The March 6, 2004, Times article quoted Kerry saying:

The war on terror depends on the most unprecedented cooperation in American history, the thing they're worst at. The final victory in the war on terror depends on a victory in the war of ideas, much more than the war on the battlefield. And the war - not the war, I don't want to use that terminology. The engagement of economies, the economic transformation, the transformation to modernity of a whole bunch of countries that have been avoiding the future. And that future's coming at us like it or not, in the context of terror, and in the context of failed states, and dysfunctional economies, and all that goes with that.
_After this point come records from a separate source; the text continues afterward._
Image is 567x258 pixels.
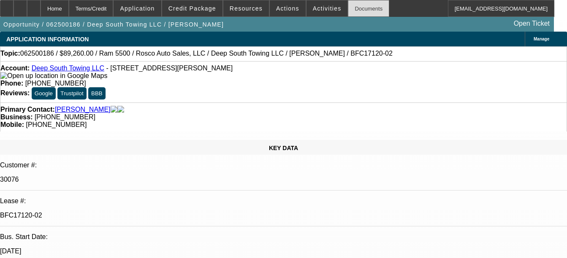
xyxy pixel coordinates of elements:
[0,114,33,121] strong: Business:
[32,87,56,100] button: Google
[57,87,86,100] button: Trustpilot
[223,0,269,16] button: Resources
[534,37,549,41] span: Manage
[307,0,348,16] button: Activities
[0,50,20,57] strong: Topic:
[26,121,87,128] span: [PHONE_NUMBER]
[0,80,23,87] strong: Phone:
[0,65,30,72] strong: Account:
[6,36,89,43] span: APPLICATION INFORMATION
[88,87,106,100] button: BBB
[3,21,224,28] span: Opportunity / 062500186 / Deep South Towing LLC / [PERSON_NAME]
[168,5,216,12] span: Credit Package
[313,5,342,12] span: Activities
[111,106,117,114] img: facebook-icon.png
[32,65,104,72] a: Deep South Towing LLC
[120,5,155,12] span: Application
[270,0,306,16] button: Actions
[0,90,30,97] strong: Reviews:
[35,114,95,121] span: [PHONE_NUMBER]
[276,5,299,12] span: Actions
[162,0,223,16] button: Credit Package
[106,65,233,72] span: - [STREET_ADDRESS][PERSON_NAME]
[0,106,55,114] strong: Primary Contact:
[230,5,263,12] span: Resources
[510,16,553,31] a: Open Ticket
[114,0,161,16] button: Application
[55,106,111,114] a: [PERSON_NAME]
[0,72,107,79] a: View Google Maps
[25,80,86,87] span: [PHONE_NUMBER]
[0,121,24,128] strong: Mobile:
[117,106,124,114] img: linkedin-icon.png
[269,145,298,152] span: KEY DATA
[20,50,393,57] span: 062500186 / $89,260.00 / Ram 5500 / Rosco Auto Sales, LLC / Deep South Towing LLC / [PERSON_NAME]...
[0,72,107,80] img: Open up location in Google Maps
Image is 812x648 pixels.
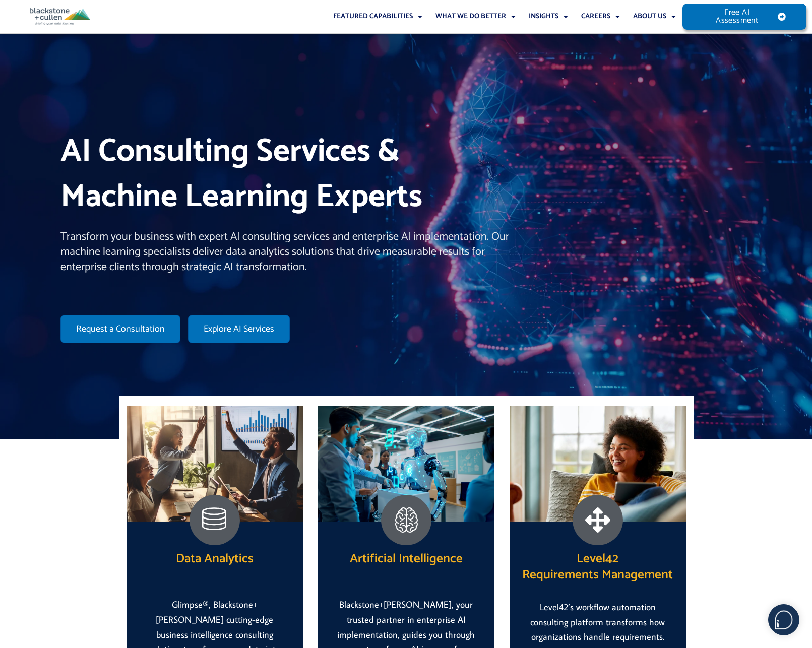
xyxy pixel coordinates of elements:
p: Transform your business with expert AI consulting services and enterprise AI implementation. Our ... [60,229,520,275]
h1: AI Consulting Services & Machine Learning Experts [60,130,520,220]
span: Free AI Assessment [703,9,772,25]
h2: Data Analytics [176,551,254,567]
img: users%2F5SSOSaKfQqXq3cFEnIZRYMEs4ra2%2Fmedia%2Fimages%2F-Bulle%20blanche%20sans%20fond%20%2B%20ma... [769,605,799,635]
span: Request a Consultation [76,325,165,334]
span: Explore AI Services [204,325,274,334]
a: Free AI Assessment [683,4,807,30]
a: Explore AI Services [188,315,290,343]
h2: Artificial Intelligence [318,551,494,567]
img: 03.21.2024 [318,406,494,522]
img: Team Celebrate AI [127,406,303,522]
p: Requirements Management [510,567,686,583]
img: Woman Relaxing On Sofa At Home Using Digital Tablet To Stream Movie Or Shop Online [510,406,686,522]
a: Request a Consultation [60,315,180,343]
h2: Level42 [510,551,686,583]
Throughout 2004, major news outlets took notice as the Bush campaign used these remarks to attack Kerry:

  • On March 5, the Los Angeles Times reported that “The president accused Kerry of treating the war on terrorism as 'far less of a military operation and far more of an intelligence-gathering, law enforcement operation.' ”
  • On March 18, USA Today printed excerpts of a speech by Cheney in which he claimed, “Sen. Kerry has questioned whether the war on terror is really a war at all.”
  • On the April 30 broadcast of Fox News' Special Report with Brit Hume, correspondent Carl Cameron remarked that Cheney had accused Kerry of being “unable to even comprehend the war on terror.” Cameron's comment was followed by a video clip in which Cheney claimed that “He [Kerry] has questioned whether the war on terror is actually a war at all. Recently he said, quote, 'I don't want to use that terminology.' ”
  • The April 30 broadcast of CNN's Inside Politics included a similar clip, in which Cheney stated that “Senator Kerry has questioned the war on terror is really a war at all. Senator Kerry's record raises serious doubts about his understanding of the broader struggle against terror.”

In The New York Sun's August 1 article, staff reporter Josh Gerstein wrote that the Bush administration's new term “global struggle against violent extremism” might signal a rethinking on its part that more closely resembles the way Kerry had conceptualized anti-terrorism efforts during the campaign. Gerstein wrote: “During the hard-fought presidential race, President Bush and Vice President Cheney hammered Mr. Kerry for allegedly being reluctant to use the phrase ”war on terror" to describe the conflict facing America in the wake of the September 11, 2001, attacks." The Sun also reported that “some of Mr. Kerry's backers contend the recent move to recalibrate the rhetoric of top administration officials away from the 'global war on terror' and toward a 'global struggle against violent extremism' amounts to a quiet vindication of the four-term Democratic senator.”

The August 8 issue of The Weekly Standard stated: “It sounds for all the world as if the Bush administration wants to fight a more effective, more thoughtful, more strategic, more proactive, and--dare we say it?--more sensitive war on terror. And if you think you've heard that language before, you're right. It came from John Kerry last fall.”

But major newspapers have yet to note that the Bush administration's re-christening of the “war on terror” conflicts directly with Bush's 2004 campaign rhetoric.